Grace E. Simons was an activist who lived in Los Angeles and is known for her work in preserving
Elysian Park as open space.
Biography
Simons was born in 1901[1] and grew up in Chicago.[2] In 1925 she moved to China where she met her sister, the journalist
Rayna Prohme.[3]: 131 She left Beijing in 1926 to travel, and then married Wilbur Burton on July 9, 1928 in Atlanta, Georgia.[4] Simons and Burton returned to China, this time to Shanghei where Simons first worked in a bank,[5]: 159 and then the news agency
Agence Havas.[6] Simons returned to the United States in 1937 and married Frank Glass, a journalist she had met in China.[3]: 134
Simons moved to California in 1939, where she would work as a writer and as the executive editor of the California Eagle, an African American newspaper in Los Angeles, for fourteen years.[7] While working at the California Eagle, Simons interacted with multiple people including
Martin Luther King Jr.,[8] the concert artist Khalil Nimini Ben Bezaleel,[9] and
Robert Farrell.[10] Abie Robinson, a reporter at the California Eagle, said that during a 1963 press conference
Malcolm X called Simons the best journalist he knew.[2]
In 1965 Simons started The Citizens Committee to Save Elysian Park.[11] She used multiple means to convince people to preserve the park,[12][13] even asking people to send leaves to the city council.[14] She gathered information to oppose the plan to make the area into a convention center, and ultimately went to court to prevent drilling for oil in the park, turning parts of the park into a parking lot,[7][15] a day care center,[16] and other uses over a multi-year period.[17][18] She was unsuccessful in preventing an expansion of the police academy.[19][20]
Simons died in 1985,[21] and later that year the city of Los Angeles named the community center the "Grace E. Simons Lodge" in recognition of her work to save the park.[22]
Awards and honors
In 1959 she was recognized as the best editor for Negro newspapers in Los Angeles.[23] She received an "Award of Exception Distinction" from Governor
Jerry Brown in 1967 for her work in preserving Elysian Park.[24][25] The Sierra Club in 1971,[26] and the Feinstone Environmental Awards, in 1979, recognized her for the work she did to preserve Elysian Park.[17][27] In 1993, after her death, the sculptor
Peter Shire started a memorial sculpture that sits in Elysian Park and honors Simons and her husband Frank Glass.[28][29]
^"China Again Features N. Y. News; Shanghailanders Gather in Big City: Tired of Talking". The China Weekly Review (1923-1950); Shanghai [Shanghai]. 2 March 1940. p. 14 – via
ProQuest.
^"Grace Simons, Defender of Elysian Park, Dies at 84". Los Angeles Times (pre-1997 Fulltext); Los Angeles, Calif. [Los Angeles, Calif]. 23 April 1985. p. 6.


[Instructions to follow] Which lines of the records below contain the word "VIDEOTEXT"? Copy each of them out.
#### Record extracts
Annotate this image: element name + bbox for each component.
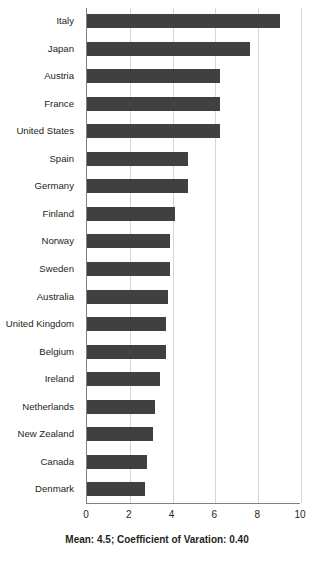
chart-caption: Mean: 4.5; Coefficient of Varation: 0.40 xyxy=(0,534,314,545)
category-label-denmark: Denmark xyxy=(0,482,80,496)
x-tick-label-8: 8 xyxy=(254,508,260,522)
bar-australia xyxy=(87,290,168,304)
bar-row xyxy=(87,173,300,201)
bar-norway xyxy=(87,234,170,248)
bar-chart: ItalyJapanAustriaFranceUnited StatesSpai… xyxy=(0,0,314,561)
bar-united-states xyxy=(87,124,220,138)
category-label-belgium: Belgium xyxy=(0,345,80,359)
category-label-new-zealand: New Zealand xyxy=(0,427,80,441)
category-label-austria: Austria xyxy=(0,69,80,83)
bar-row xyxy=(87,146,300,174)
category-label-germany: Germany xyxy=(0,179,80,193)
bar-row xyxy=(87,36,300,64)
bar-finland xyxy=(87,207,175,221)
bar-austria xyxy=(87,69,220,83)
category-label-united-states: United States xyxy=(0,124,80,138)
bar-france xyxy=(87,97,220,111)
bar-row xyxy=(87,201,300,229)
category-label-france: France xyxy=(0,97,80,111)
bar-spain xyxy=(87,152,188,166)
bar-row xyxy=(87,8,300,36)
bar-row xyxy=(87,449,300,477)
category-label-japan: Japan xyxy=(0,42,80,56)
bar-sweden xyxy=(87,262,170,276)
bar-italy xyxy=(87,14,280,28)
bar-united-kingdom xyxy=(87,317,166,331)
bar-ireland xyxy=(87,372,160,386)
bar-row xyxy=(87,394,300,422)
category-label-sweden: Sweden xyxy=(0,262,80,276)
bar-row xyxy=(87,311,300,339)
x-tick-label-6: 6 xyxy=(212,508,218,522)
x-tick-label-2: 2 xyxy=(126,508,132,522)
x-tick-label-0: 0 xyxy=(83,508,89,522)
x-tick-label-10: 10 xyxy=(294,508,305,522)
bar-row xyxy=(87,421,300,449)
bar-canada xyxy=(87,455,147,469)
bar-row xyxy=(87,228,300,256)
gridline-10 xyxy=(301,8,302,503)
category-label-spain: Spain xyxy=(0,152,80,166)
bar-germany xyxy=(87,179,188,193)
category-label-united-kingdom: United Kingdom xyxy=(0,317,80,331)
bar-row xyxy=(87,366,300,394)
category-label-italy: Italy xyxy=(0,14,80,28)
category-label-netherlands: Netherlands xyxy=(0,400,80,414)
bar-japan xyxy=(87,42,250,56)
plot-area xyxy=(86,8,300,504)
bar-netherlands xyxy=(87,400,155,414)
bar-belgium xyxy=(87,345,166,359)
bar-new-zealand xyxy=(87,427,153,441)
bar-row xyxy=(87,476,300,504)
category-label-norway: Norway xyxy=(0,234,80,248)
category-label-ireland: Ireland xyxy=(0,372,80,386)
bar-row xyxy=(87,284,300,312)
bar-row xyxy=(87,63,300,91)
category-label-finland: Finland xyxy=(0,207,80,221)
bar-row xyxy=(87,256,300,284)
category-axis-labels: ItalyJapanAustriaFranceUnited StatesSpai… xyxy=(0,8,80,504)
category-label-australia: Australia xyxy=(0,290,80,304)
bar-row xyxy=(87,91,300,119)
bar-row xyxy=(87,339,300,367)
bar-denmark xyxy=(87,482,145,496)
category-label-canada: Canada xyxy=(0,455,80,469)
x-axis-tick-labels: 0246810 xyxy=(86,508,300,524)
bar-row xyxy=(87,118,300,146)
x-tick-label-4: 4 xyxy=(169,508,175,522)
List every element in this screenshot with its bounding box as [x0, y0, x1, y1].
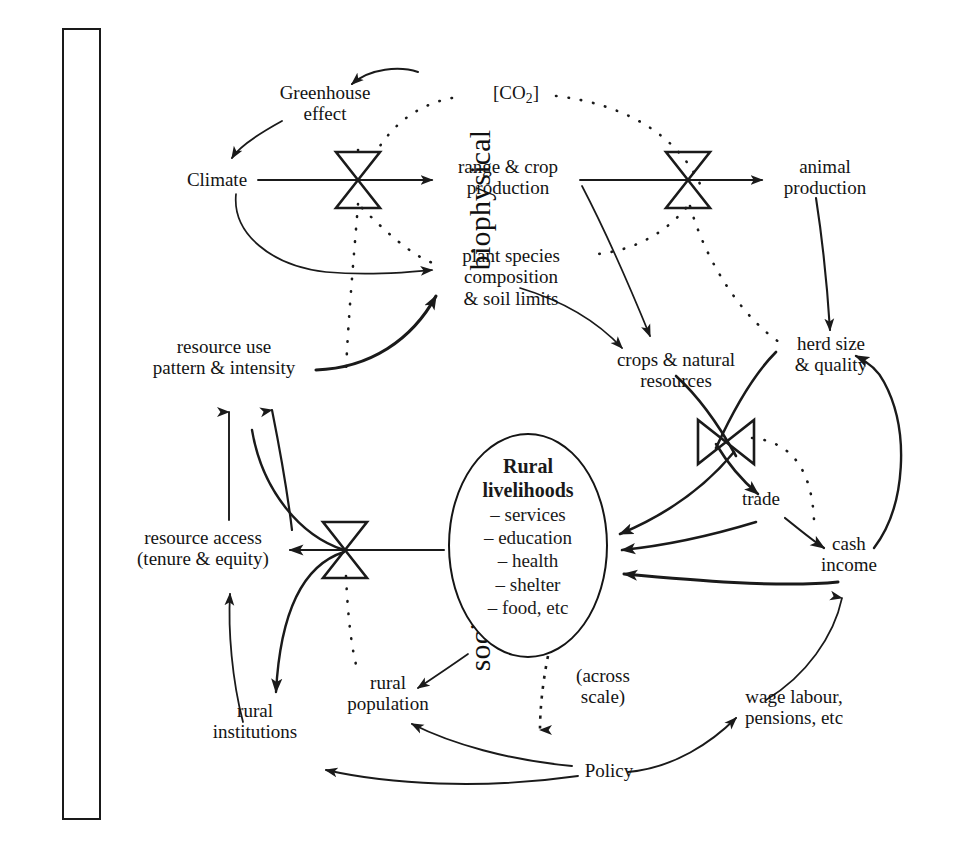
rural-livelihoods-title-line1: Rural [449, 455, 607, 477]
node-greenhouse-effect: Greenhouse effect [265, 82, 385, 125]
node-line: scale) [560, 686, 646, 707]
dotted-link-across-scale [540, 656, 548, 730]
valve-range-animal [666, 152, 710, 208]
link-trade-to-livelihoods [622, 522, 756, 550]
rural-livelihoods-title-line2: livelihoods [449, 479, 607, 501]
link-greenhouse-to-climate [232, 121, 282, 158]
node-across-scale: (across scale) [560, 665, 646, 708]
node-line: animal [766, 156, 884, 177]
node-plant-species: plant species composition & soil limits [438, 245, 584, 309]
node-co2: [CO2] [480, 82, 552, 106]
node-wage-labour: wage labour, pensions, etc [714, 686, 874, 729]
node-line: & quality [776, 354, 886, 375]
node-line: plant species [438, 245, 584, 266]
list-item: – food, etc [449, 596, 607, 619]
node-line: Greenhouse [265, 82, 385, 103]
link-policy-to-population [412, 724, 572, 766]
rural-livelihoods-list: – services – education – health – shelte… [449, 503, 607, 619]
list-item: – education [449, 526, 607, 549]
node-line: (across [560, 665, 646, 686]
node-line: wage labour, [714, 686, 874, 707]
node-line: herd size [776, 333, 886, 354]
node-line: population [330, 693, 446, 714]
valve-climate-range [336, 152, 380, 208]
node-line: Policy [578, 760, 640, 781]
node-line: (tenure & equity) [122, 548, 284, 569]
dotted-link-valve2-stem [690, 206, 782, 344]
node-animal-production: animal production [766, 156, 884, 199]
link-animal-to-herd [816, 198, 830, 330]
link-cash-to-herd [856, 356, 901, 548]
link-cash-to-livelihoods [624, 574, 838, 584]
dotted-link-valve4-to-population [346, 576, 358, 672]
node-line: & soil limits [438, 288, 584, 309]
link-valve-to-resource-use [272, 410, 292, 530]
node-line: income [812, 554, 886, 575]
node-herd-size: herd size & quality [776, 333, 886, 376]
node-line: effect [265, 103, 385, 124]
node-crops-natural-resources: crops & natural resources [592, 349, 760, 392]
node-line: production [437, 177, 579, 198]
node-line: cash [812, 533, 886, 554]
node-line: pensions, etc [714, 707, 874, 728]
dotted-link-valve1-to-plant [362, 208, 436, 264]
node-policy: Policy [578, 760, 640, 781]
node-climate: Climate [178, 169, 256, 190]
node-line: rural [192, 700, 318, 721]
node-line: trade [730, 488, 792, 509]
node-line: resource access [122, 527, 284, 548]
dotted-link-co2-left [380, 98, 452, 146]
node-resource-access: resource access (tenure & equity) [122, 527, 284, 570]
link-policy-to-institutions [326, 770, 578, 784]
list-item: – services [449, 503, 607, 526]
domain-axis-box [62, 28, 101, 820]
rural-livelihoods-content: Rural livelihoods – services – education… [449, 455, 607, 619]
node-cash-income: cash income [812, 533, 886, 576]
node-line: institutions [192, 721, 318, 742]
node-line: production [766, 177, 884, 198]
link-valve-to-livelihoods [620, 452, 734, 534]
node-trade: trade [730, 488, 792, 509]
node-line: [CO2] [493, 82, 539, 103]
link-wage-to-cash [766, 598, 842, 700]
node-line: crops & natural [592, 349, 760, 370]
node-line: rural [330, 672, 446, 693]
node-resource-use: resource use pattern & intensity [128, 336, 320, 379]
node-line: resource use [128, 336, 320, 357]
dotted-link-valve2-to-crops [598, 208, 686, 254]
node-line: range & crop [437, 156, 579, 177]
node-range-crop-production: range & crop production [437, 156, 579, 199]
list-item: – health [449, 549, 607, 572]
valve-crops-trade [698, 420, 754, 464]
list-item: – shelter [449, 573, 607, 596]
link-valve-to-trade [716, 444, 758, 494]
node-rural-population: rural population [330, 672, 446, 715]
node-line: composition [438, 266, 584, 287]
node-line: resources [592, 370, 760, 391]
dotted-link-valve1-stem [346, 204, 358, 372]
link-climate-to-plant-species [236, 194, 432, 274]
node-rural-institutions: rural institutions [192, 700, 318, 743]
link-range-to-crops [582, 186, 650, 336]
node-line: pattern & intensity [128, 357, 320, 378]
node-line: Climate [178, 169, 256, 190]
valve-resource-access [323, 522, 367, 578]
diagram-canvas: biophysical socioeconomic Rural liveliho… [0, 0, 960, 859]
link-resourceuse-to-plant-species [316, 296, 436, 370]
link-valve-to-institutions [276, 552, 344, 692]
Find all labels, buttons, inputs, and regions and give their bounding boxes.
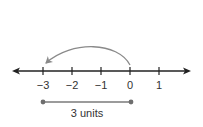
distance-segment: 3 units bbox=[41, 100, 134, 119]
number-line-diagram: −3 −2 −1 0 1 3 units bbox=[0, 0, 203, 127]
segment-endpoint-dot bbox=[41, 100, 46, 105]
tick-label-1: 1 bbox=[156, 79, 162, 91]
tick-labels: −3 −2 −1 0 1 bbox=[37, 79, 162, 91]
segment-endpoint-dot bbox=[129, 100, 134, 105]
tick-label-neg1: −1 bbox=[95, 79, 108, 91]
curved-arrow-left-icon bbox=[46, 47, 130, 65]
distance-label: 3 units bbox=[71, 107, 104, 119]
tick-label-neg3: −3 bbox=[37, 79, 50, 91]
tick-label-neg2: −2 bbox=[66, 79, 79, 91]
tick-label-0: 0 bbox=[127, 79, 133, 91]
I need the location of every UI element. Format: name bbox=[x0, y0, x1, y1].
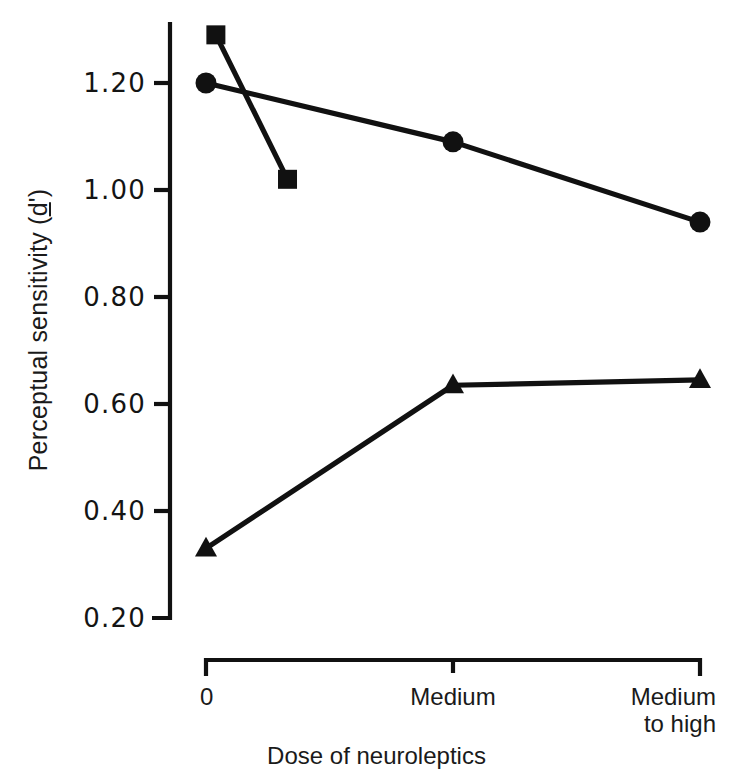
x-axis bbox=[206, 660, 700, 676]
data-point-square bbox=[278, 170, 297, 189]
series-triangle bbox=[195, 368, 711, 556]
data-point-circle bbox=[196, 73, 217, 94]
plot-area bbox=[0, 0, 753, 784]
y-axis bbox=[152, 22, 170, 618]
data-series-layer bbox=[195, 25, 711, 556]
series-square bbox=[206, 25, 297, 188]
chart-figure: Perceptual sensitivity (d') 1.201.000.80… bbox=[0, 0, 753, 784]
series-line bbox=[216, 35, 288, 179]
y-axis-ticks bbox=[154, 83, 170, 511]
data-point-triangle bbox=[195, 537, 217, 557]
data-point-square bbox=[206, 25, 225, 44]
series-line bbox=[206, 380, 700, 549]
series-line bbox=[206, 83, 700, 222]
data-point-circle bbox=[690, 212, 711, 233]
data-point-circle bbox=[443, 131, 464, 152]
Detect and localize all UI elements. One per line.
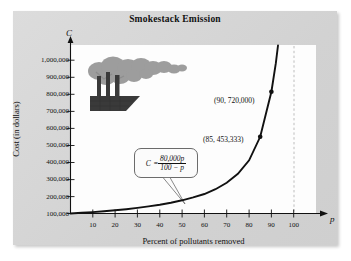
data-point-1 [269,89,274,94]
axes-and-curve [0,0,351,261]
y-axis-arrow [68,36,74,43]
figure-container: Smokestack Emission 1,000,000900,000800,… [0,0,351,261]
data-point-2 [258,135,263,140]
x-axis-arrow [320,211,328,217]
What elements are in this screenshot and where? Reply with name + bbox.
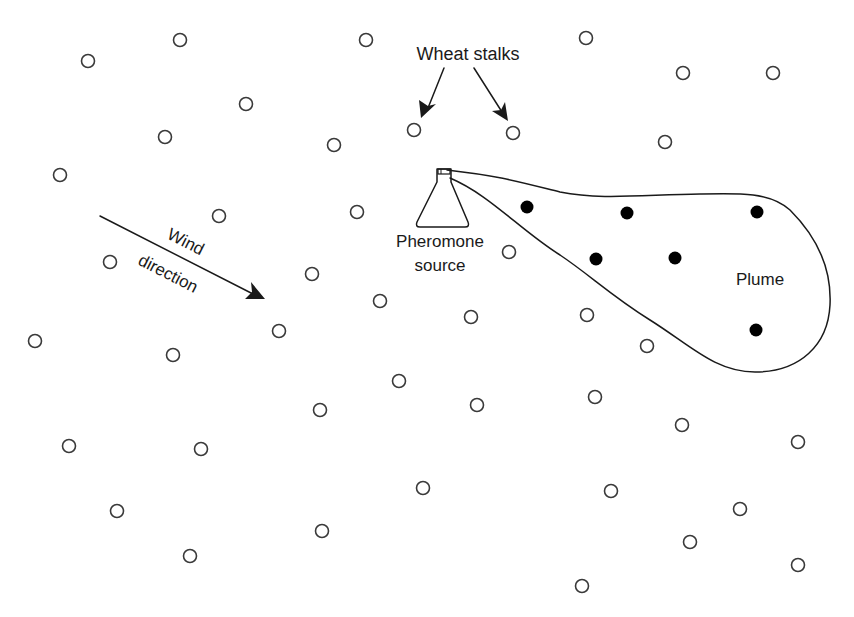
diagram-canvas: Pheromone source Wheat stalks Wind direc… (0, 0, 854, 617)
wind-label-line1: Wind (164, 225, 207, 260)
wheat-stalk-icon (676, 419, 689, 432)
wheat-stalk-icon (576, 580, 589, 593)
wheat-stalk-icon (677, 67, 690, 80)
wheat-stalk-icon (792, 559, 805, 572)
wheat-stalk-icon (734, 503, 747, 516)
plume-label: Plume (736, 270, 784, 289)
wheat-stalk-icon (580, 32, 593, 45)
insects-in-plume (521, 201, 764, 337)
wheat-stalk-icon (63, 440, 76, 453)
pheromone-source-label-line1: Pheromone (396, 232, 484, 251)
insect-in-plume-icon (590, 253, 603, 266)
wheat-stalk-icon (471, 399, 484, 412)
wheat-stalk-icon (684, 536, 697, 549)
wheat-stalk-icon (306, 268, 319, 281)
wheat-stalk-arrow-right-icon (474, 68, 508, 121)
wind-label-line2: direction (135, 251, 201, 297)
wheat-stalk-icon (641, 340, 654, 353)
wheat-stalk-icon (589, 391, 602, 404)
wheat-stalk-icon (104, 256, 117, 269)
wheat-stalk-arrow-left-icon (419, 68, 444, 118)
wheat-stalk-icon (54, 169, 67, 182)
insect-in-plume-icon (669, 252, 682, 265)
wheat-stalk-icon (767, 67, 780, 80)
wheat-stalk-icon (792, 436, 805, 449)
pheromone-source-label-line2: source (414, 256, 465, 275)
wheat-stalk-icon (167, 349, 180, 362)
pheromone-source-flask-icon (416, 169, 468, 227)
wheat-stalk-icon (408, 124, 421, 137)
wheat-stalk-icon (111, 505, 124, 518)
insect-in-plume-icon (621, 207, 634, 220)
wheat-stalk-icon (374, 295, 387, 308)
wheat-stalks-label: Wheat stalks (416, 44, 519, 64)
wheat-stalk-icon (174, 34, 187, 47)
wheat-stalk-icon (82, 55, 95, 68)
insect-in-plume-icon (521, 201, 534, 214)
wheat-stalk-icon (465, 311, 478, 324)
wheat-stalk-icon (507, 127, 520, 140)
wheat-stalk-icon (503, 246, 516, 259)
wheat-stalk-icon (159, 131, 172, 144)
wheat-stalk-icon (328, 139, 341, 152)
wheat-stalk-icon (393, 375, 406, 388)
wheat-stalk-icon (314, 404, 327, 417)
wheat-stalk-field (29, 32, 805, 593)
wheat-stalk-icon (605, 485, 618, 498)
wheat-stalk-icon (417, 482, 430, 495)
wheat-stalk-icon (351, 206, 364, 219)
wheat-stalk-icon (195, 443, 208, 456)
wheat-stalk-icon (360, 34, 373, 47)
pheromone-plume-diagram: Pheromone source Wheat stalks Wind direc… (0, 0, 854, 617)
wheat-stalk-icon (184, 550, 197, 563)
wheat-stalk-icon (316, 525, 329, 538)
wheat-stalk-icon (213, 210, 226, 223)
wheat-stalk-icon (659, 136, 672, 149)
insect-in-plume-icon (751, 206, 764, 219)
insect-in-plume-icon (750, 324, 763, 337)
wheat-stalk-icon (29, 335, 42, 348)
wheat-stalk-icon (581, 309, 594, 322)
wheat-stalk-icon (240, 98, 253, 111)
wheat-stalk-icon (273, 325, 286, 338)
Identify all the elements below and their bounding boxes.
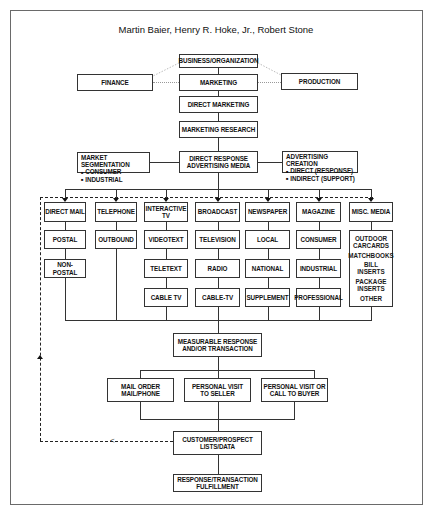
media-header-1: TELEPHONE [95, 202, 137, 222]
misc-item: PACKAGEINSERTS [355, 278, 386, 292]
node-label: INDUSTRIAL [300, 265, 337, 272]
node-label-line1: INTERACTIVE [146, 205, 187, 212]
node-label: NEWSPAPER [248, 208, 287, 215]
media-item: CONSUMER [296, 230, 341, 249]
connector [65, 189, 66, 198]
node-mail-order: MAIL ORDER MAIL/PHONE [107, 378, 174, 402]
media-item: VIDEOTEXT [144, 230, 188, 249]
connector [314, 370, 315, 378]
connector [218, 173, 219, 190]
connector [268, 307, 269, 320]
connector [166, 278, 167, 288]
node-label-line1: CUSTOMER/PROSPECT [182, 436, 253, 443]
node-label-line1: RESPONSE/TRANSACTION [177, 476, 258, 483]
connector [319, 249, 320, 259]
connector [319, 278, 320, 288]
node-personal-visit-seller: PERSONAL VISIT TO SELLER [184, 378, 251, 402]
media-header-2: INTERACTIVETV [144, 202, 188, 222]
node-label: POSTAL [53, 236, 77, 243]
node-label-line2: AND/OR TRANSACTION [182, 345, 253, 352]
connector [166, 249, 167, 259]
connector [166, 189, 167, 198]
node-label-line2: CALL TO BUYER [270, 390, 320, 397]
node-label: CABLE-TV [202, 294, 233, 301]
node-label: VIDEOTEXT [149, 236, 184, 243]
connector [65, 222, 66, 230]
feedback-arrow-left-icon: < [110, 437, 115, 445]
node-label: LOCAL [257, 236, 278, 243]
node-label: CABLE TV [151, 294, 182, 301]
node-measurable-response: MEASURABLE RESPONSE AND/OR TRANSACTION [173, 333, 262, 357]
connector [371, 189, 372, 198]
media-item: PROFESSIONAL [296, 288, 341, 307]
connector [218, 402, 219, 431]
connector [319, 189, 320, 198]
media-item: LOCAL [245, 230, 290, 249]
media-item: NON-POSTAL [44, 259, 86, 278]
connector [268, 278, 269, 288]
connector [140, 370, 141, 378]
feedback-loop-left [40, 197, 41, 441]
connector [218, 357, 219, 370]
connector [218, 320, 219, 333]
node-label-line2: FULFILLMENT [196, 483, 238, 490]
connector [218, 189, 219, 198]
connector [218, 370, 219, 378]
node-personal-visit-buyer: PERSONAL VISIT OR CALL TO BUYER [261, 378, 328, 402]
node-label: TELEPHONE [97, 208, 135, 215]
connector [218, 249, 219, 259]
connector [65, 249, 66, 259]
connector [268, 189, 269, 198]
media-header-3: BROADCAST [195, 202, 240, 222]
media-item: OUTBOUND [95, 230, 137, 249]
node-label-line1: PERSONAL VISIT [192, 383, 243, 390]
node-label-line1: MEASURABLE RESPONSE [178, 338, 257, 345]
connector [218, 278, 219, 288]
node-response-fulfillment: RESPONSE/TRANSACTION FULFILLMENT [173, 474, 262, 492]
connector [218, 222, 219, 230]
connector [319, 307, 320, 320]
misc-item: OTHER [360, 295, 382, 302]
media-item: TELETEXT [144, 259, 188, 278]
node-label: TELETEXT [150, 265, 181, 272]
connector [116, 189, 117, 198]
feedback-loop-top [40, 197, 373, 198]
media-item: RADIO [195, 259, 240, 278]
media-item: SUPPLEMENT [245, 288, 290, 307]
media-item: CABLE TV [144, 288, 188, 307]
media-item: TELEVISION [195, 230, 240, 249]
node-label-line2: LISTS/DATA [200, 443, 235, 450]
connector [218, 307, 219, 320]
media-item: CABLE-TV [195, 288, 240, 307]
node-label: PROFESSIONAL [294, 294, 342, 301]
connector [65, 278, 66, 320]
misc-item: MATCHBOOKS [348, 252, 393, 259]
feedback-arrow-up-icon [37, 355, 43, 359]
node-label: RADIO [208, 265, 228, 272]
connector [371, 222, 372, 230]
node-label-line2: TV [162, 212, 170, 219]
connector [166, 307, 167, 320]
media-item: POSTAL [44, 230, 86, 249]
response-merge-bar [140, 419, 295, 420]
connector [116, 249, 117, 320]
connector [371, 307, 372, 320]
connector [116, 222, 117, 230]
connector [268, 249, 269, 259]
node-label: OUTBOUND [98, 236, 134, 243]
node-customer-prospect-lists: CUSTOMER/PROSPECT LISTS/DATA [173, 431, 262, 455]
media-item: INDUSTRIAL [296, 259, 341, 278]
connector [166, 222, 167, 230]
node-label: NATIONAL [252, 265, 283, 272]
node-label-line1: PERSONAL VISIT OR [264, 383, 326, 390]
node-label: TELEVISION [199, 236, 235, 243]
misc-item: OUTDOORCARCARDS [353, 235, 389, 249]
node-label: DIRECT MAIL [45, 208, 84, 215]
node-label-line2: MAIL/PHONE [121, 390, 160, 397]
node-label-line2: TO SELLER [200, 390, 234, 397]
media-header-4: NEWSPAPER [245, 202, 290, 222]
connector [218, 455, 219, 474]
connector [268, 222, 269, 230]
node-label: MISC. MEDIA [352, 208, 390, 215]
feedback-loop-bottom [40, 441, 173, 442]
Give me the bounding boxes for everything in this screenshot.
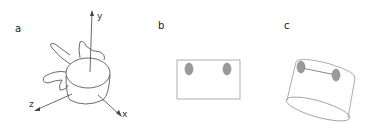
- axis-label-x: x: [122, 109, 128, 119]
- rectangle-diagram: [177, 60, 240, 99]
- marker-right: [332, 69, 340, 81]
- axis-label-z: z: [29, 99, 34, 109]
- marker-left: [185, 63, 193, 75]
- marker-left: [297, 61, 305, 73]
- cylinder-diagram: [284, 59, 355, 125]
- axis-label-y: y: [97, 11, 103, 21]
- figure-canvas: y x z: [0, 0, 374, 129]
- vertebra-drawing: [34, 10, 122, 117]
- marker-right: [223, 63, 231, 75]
########
[Written solution]
media-item: VIDEOTEXT [144, 230, 188, 249]
node-label: VIDEOTEXT [149, 236, 184, 243]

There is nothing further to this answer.